Binance says its artificial intelligence-powered security systems prevented $10.53 billion in user losses and blacklisted 36,000 malicious addresses between the first quarter of 2025 and the first quarter of 2026. The exchange said AI now drives 57% of its fraud controls.
The crypto platform disclosed the figures in a blog post on Monday, adding that it had protected more than 5.4 million users from fraud over the 15-month period. The exchange said it deployed over 24 AI-driven initiatives and more than 100 models during that span.
AI fraud controls scale as attack sophistication rises
The barrier to entry for running scams has fallen. What once required technical knowledge can now be executed cheaply and at scale, according to Binance.
Threat actors are using AI to accelerate phishing campaigns, create deepfakes, clone voices, and impersonate platforms across chat applications. Social engineering has been amplified to a level not seen before, the exchange said.
Scams and exploits have been a persistent problem in crypto. The FBI reported in April that US citizens lost $11 billion worth of crypto to scams, with impersonation of government officials or crypto companies being a common tactic.
| Metric | Q1 2025 – Q1 2026 | Q1 2026 Alone |
|---|---|---|
| User funds protected | $10.53bn | $1.98bn |
| Users protected | 5.4m | Not disclosed |
| Malicious addresses blacklisted | 36,000 | Not disclosed |
| Scam attempts intercepted | Not disclosed | 22.9m |
Computer vision and real-time language analysis deployed
Binance said it has implemented computer vision to detect fake payment proofs and real-time language analysis to spot scam patterns. The exchange also integrated AI into identity verification to counter deepfakes and synthetic identities.
AI-driven decisioning now powers 57% of fraud controls at Binance. The exchange said this contributed to a 60% to 70% reduction in card fraud rates compared to industry benchmarks.
In the first quarter of 2026 alone, the exchange intercepted 22.9 million scam and phishing attempts, saving $1.98 billion in user funds.
The crypto fraud arms race accelerates
The shift to AI-based attacks has been swift. Highly organised threat actors have adopted the technology to create more sophisticated exploits, whilst the cost of launching scams has dropped.
Binance’s figures suggest the defence side is scaling as well. Over 100 models deployed across 24 initiatives in 15 months is a significant engineering commitment.
The question is whether the fraud controls scale faster than the fraud. The exchange’s numbers show billions protected, but they also show tens of millions of attempts per quarter. That volume is not slowing.
This article is for information purposes only and does not constitute investment advice. Readers should not act on any information contained here without first consulting an authorised financial adviser. Past performance is not a reliable indicator of future results.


Problem to work on →
Go through the records line by line from the top and repeat each one exactly, ending with the line that contains "This screenshot has width=1141, height=585.".

Stored records →
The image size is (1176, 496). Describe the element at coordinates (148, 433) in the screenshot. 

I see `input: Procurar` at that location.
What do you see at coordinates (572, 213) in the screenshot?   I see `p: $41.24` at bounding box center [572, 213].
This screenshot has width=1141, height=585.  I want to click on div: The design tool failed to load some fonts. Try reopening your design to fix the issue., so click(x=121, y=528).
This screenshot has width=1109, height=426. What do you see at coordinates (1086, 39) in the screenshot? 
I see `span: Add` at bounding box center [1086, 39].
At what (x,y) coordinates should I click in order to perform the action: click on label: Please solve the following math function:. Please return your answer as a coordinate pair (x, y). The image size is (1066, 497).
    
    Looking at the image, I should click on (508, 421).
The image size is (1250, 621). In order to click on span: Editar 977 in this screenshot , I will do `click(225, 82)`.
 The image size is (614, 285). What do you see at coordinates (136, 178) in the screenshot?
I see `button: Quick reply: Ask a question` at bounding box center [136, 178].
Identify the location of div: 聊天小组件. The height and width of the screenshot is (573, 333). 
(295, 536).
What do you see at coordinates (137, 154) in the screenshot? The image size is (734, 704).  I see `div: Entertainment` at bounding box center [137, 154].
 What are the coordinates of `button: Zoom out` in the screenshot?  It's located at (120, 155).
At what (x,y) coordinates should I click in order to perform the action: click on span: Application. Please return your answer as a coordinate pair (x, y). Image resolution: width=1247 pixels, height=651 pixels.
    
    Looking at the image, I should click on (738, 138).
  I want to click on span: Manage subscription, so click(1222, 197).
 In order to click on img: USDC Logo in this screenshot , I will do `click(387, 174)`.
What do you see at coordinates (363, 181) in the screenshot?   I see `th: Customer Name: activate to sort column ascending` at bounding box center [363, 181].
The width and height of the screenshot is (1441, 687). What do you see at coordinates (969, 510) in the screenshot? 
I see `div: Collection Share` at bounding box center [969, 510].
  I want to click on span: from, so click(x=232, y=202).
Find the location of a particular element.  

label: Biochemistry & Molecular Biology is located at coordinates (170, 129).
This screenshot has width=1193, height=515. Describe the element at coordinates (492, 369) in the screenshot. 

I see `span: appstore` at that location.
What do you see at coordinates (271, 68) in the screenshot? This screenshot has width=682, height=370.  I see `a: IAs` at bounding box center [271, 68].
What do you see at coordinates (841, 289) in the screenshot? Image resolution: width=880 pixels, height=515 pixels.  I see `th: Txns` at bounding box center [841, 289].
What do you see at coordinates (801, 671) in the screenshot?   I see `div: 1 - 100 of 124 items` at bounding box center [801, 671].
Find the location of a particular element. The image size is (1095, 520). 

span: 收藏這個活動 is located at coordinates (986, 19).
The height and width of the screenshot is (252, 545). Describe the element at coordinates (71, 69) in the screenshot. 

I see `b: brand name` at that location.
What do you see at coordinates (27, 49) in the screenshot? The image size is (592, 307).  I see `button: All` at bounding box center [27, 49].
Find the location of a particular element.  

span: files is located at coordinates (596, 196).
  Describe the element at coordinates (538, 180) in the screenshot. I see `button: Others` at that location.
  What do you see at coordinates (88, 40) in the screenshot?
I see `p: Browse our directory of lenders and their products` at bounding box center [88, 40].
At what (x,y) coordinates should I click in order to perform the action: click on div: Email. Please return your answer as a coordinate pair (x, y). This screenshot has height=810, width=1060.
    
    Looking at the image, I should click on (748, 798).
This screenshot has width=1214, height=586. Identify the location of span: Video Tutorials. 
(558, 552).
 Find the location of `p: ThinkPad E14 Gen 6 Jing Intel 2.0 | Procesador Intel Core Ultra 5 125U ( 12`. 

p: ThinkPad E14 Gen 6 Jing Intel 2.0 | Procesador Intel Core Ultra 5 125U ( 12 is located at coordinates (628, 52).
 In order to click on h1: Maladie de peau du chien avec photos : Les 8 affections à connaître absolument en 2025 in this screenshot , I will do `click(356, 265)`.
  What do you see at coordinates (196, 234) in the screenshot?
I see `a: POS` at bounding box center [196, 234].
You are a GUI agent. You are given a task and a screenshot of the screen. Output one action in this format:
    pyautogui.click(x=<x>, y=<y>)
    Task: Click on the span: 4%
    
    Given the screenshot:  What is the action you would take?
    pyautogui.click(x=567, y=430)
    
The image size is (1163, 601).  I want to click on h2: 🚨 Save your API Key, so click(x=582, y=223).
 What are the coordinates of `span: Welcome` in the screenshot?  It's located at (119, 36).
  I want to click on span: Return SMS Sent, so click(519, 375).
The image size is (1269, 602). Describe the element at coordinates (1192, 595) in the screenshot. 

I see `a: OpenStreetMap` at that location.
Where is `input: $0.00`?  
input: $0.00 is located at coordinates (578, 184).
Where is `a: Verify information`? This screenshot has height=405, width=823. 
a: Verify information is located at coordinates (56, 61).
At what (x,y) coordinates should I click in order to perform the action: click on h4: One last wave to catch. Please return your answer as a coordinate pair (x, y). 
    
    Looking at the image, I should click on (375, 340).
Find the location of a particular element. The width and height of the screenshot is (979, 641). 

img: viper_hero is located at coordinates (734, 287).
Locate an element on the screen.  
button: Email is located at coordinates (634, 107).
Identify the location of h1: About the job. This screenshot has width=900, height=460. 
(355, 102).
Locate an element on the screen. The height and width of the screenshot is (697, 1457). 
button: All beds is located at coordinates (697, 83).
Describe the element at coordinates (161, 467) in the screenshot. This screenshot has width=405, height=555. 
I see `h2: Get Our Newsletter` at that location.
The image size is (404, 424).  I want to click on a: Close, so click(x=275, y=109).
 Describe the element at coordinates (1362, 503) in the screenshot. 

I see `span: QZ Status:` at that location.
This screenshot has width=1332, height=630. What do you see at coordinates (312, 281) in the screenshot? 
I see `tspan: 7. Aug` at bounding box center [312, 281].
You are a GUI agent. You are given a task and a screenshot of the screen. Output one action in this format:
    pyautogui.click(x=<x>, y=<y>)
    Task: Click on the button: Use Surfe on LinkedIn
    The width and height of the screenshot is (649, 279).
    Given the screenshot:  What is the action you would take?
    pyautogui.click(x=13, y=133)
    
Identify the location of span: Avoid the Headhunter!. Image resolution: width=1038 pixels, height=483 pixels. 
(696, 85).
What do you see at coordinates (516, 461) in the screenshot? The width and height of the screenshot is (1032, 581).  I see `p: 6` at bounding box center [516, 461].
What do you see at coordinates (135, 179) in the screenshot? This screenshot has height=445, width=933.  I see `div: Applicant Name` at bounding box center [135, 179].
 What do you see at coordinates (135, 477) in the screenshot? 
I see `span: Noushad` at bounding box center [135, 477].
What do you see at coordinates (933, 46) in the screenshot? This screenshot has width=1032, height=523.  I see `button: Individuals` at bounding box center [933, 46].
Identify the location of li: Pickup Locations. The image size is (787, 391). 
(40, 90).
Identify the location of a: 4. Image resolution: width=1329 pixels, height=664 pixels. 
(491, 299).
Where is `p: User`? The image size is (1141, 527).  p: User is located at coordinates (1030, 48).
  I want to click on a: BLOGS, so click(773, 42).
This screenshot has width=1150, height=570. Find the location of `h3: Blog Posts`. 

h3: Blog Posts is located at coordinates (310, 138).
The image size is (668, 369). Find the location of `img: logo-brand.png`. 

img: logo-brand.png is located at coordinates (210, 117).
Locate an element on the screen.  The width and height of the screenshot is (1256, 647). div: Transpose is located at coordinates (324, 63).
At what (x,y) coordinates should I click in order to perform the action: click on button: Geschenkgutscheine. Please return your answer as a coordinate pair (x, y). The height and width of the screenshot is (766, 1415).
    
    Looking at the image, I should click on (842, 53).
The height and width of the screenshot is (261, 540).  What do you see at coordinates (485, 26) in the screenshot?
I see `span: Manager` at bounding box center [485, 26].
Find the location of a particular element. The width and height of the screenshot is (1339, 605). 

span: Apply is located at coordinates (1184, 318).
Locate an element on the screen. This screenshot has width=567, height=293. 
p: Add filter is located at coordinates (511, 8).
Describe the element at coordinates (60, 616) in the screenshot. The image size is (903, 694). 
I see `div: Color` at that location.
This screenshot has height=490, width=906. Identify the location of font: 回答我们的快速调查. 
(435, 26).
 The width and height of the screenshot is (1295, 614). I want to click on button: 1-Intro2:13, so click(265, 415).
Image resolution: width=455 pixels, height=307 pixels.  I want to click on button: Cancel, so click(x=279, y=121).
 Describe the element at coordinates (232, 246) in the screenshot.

Task response →
The image size is (1176, 496). Describe the element at coordinates (148, 433) in the screenshot. 

I see `input: Procurar` at that location.
What do you see at coordinates (572, 213) in the screenshot?   I see `p: $41.24` at bounding box center [572, 213].
This screenshot has width=1141, height=585.  I want to click on div: The design tool failed to load some fonts. Try reopening your design to fix the issue., so click(x=121, y=528).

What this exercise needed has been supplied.